▸ Aim of the exercise
Stop after the line containing "The width and height of the screenshot is (521, 1100)."; retype every line of the data before it exactly, starting from the first.

(Saved entries)
########################################

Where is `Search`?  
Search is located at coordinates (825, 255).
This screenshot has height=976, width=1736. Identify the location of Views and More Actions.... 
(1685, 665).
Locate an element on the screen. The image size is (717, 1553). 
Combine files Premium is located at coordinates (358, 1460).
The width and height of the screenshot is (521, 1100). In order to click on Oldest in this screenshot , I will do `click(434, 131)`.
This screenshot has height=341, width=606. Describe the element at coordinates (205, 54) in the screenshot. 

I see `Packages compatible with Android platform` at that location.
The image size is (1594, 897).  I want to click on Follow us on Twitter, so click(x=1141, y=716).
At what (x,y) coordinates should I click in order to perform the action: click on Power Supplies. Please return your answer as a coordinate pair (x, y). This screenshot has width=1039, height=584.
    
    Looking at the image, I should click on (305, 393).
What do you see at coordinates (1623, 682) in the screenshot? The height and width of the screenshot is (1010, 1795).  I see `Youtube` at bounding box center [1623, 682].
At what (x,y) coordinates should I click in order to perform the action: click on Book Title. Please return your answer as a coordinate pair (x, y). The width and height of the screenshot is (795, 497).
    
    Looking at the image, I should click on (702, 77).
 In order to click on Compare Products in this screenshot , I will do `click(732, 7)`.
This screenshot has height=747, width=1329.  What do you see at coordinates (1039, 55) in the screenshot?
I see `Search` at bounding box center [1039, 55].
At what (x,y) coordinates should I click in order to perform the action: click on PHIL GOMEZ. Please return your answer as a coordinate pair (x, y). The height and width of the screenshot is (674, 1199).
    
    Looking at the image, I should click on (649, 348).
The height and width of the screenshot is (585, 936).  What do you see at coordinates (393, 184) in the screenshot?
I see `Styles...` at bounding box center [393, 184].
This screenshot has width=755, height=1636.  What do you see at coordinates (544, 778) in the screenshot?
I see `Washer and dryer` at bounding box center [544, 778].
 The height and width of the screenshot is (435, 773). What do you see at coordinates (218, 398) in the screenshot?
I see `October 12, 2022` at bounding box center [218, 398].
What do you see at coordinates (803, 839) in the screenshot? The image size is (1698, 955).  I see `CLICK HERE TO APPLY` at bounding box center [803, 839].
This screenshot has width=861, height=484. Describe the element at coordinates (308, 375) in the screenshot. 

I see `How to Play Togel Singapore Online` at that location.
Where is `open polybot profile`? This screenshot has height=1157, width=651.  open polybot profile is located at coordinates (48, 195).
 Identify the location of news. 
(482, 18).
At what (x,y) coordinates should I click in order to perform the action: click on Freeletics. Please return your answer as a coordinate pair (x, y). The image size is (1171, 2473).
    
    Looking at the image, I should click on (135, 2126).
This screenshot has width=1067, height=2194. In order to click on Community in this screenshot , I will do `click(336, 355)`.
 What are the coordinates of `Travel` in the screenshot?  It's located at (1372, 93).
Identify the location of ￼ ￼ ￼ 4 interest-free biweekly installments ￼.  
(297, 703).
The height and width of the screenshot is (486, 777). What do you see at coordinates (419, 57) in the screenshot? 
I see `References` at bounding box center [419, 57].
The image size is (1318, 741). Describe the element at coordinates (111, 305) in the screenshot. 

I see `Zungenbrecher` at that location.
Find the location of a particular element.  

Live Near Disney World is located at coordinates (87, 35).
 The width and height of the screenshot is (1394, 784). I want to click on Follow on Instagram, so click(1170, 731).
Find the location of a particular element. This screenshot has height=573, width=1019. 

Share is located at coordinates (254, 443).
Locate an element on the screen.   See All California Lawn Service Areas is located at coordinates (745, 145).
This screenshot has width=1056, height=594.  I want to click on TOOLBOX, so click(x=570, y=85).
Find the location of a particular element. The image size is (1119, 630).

########################################

▸ Exercise answer
Where is `Search`?  
Search is located at coordinates (825, 255).
This screenshot has height=976, width=1736. Identify the location of Views and More Actions.... 
(1685, 665).
Locate an element on the screen. The image size is (717, 1553). 
Combine files Premium is located at coordinates (358, 1460).
The width and height of the screenshot is (521, 1100). In order to click on Oldest in this screenshot , I will do `click(434, 131)`.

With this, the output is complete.